#### [WHAT IS BEING ASKED]
Return only the lines running from the top of the entries to the line with "The image size is (1902, 1070).", inclusive, exactly as written.

[[ DATASET EXCERPTS open ]]

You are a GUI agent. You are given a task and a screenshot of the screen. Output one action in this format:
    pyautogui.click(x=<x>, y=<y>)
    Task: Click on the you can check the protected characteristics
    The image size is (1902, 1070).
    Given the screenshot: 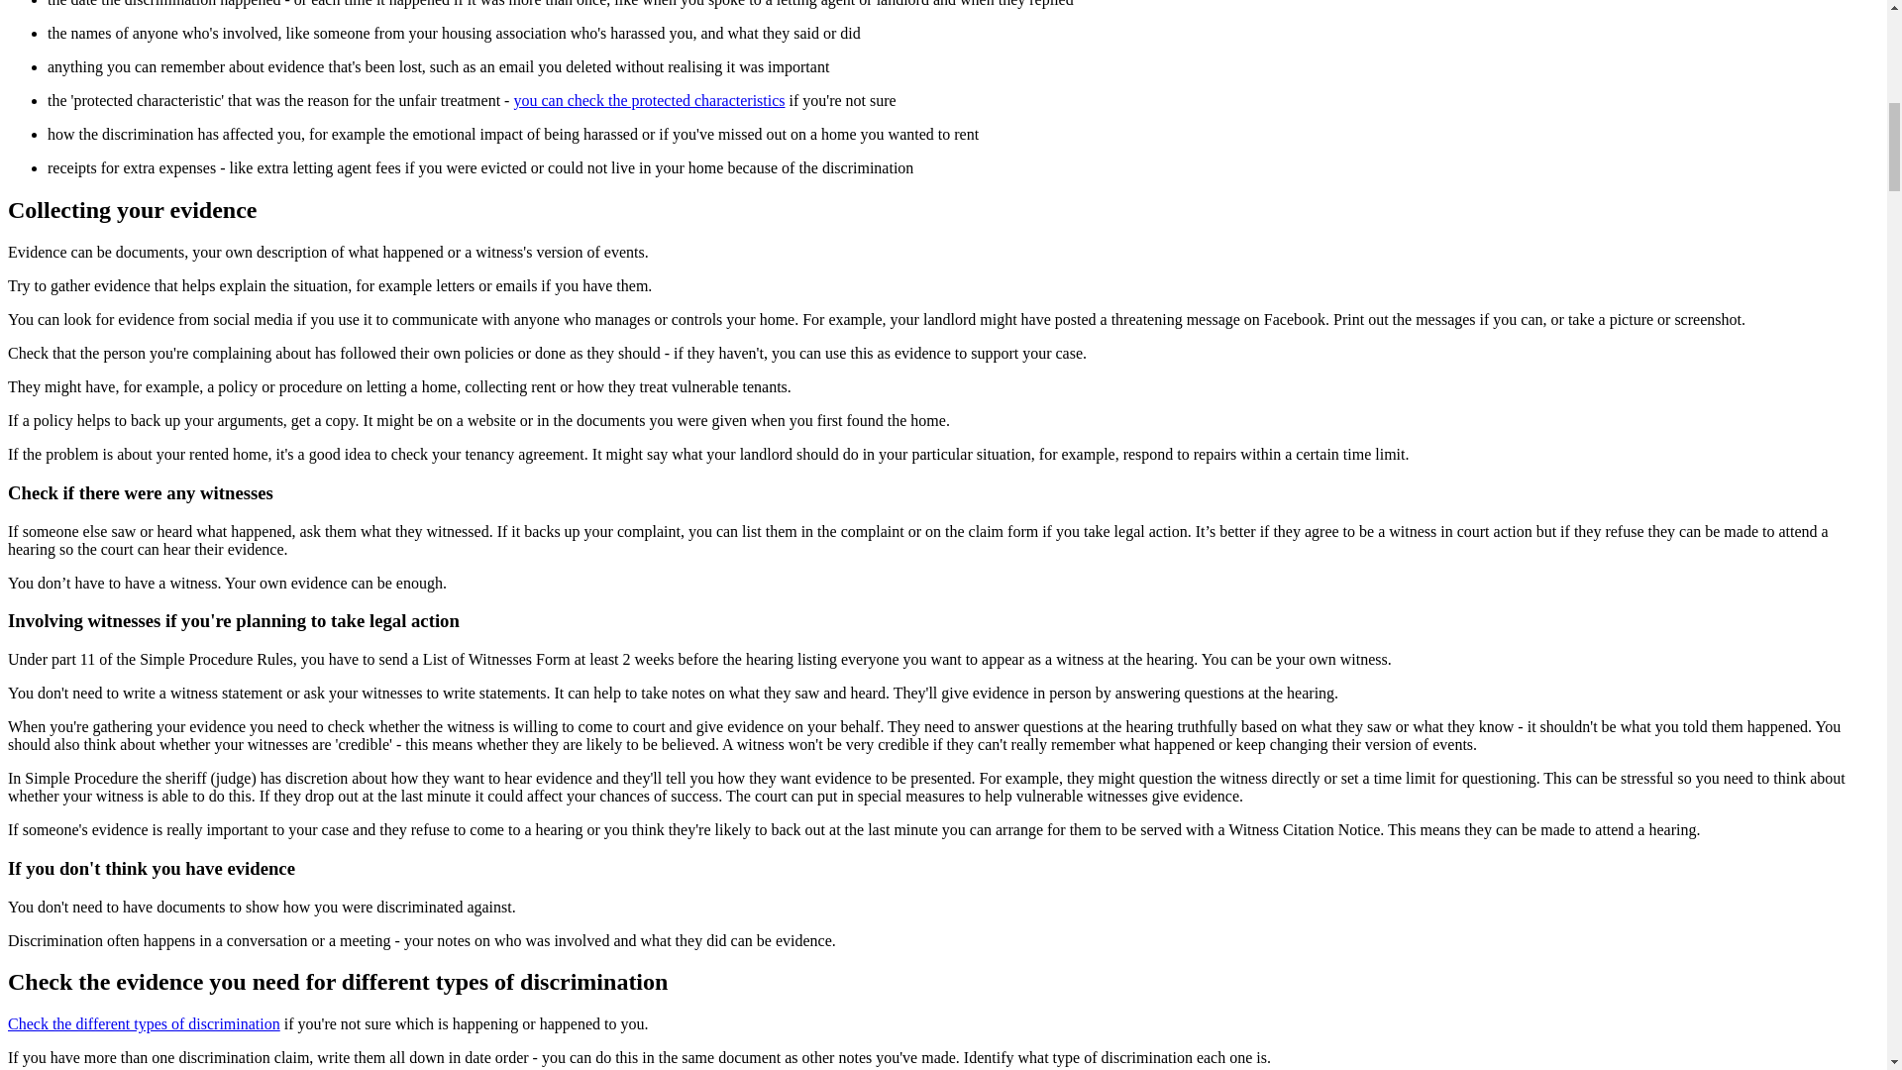 What is the action you would take?
    pyautogui.click(x=648, y=100)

[[ DATASET EXCERPTS closed ]]

#### [ANSWER BOX]
You are a GUI agent. You are given a task and a screenshot of the screen. Output one action in this format:
    pyautogui.click(x=<x>, y=<y>)
    Task: Click on the you can check the protected characteristics
    The image size is (1902, 1070).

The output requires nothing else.